Tuesday, April 19, 2011

The New Negro: Locke vs. Baldwin

In both cases and evidence provided by Locke and Baldwin regarding their interpretation of The New Negro, one common denominator of the two that indicated sameness and similarities was the fact that a transformation was transpiring in the lives of Black people. African American families were no longer settling for less allowing themselves to be dehumanized and degraded at the expense of a white hegemonic society, but rather they were taking a stand against racism by developing their own culture, which ultimately served as a form of resistance. This resistance through change can be seen in both Locke and Baldwin's New Negro, the only difference being the forms of resistance taken and how it was done. Though the avenues were different, the ultimate goals were the same.

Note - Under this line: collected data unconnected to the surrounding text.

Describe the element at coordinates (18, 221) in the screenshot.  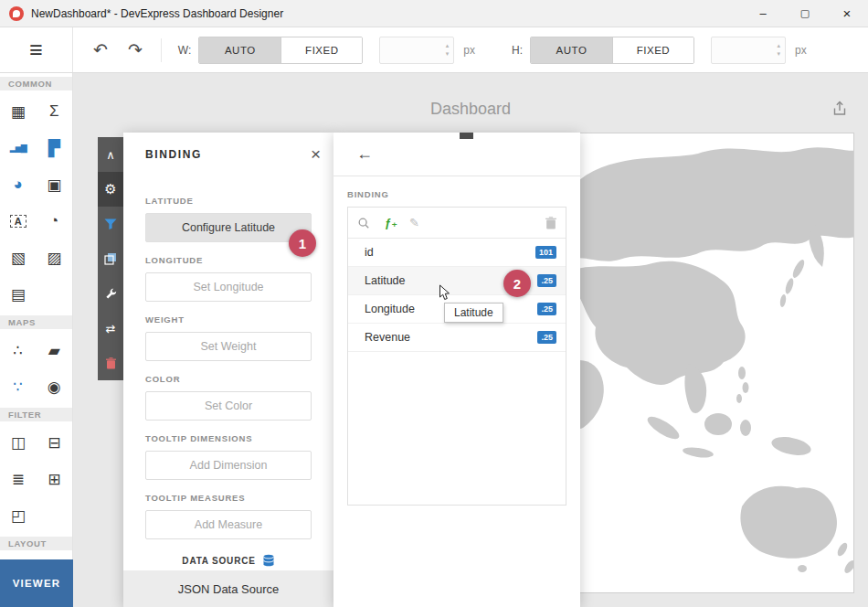
I see `tool-textbox-icon: A` at that location.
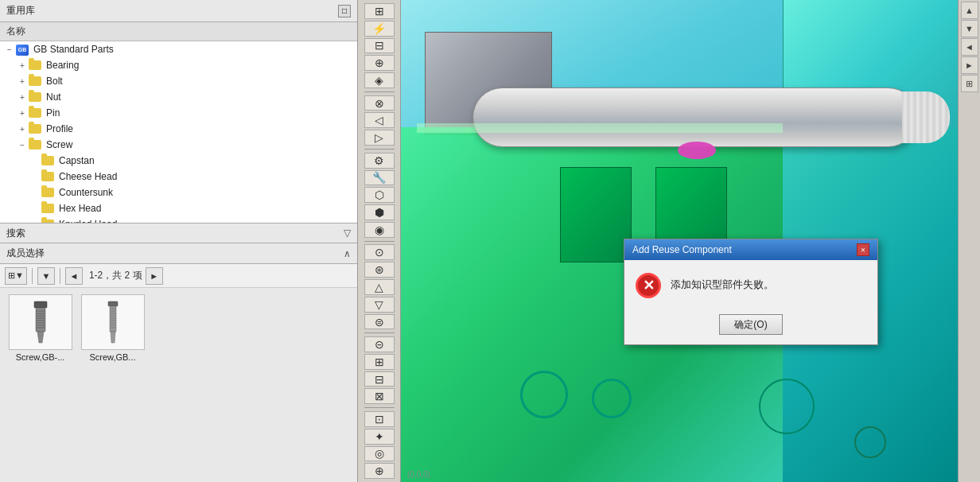  Describe the element at coordinates (970, 84) in the screenshot. I see `rt-btn-4: ⊞` at that location.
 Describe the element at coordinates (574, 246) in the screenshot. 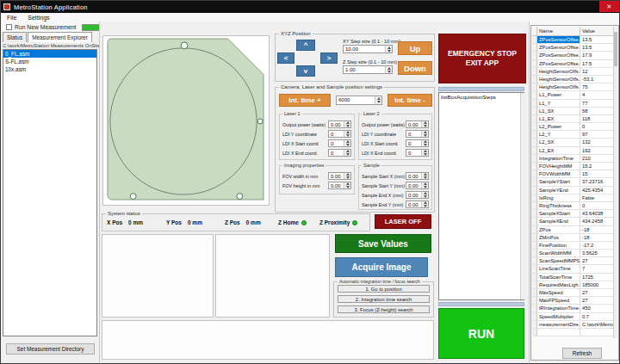

I see `table-row: FinePosition -17.2` at that location.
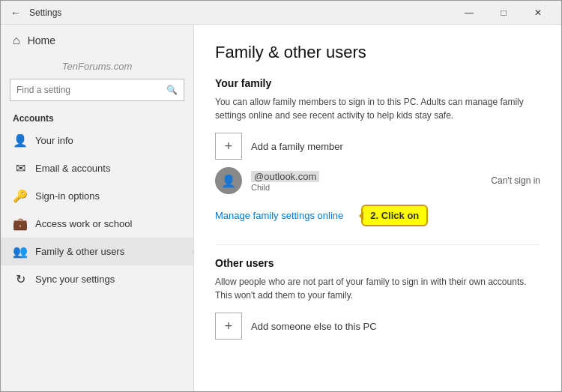  What do you see at coordinates (108, 168) in the screenshot?
I see `sidebar-label-email: Email & accounts` at bounding box center [108, 168].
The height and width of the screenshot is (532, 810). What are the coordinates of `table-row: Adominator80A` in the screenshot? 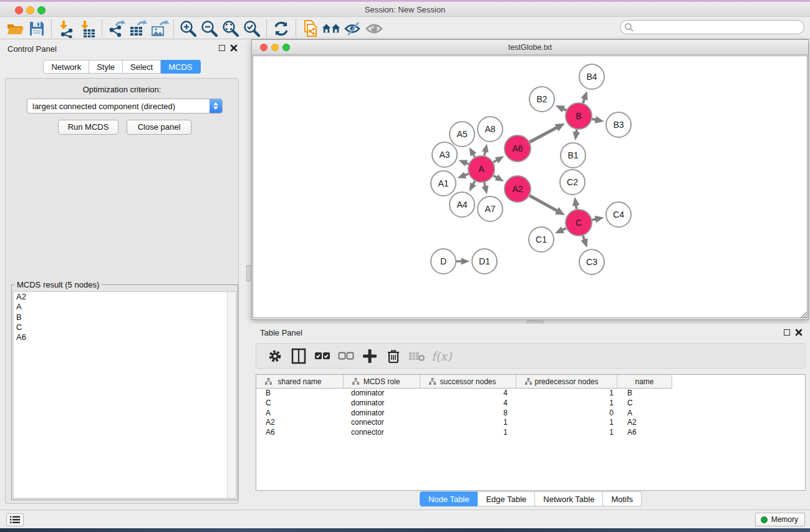 It's located at (531, 414).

Locke's interpretation of The New Negro primarily arose through the Harlem Renaissance in the 1920s. Black men, women, and children, after fleeing from the South to the "mecca" Harlem in order to attain a better life, developed a strong culture by means of literature, art, dance, and music. Through these artistic means Blacks were able to redefine their "blackness" so to speak and recreate themselves apart from and outside of the racist standards and molds that whites felt they should fill. They were no longer sharecroppers working on farms after coming to Harlem, they were no longer meaningless bodies wandering around with no past worth acknowledging or purpose to fulfill in the future. They were painters, musicians, dancers, thinkers. Thinkers that were aware of the system that was created to subjugate them, and sought to go against these notions by means of their craft. Thus, The New Negro, according to Locke, arose from artistic expression.

Baldwin, on the other hand, describes The New Negro by another means; political and self awareness/consciousness, economic autonomy, black pride by means of pop culture (entertainment), resignification of Black beauty apart from that of the "normative" white beauty, and intelligence. Baldwin describes the new Chicago negro as partaking in all of these things. Seizing economic opportunities, becoming entrepreneurs, openly and overtly retaliating against racism and whites, Chicago's New Negro was an individual that used their intellect to gain autonomy from whites. They had pop culture icons like Jack Johnson, heavyweight champion of the world, beating white men at a physical sport that they had not only been excluded from, but deemed inadequate to even participate in. By Jack Johnson beating these white men in the boxing ring, he was eliminating the notion of white male masculinity and black male emasculation, which consequently encouraged the Black community to believe that they indeed were equal to their white counterparts and had the right to be prideful of who they were. All of these instances, which Baldwin claims to have begun even before the New Negro of the Harlem Renaissance, serve to show the Chicago New Negro, and how they began to retaliate against a system against them.

This is not to say that African Americans in Chicago did not express themselves artistically, nor is it to say that the New Negro in Harlem was not intellectual. It rather implies the overall idea that the newly migrated Black people of the South were slowly transforming their community to look the way the desired it to. They now had the freedom to be political through art, and made opportunities for themselves to gain upward mobility by becoming entrepreneurs, because they were creating a space for themselves. That is the commonality. The methodology for each new negro may have been different, but the ultimate goal was the same; equality.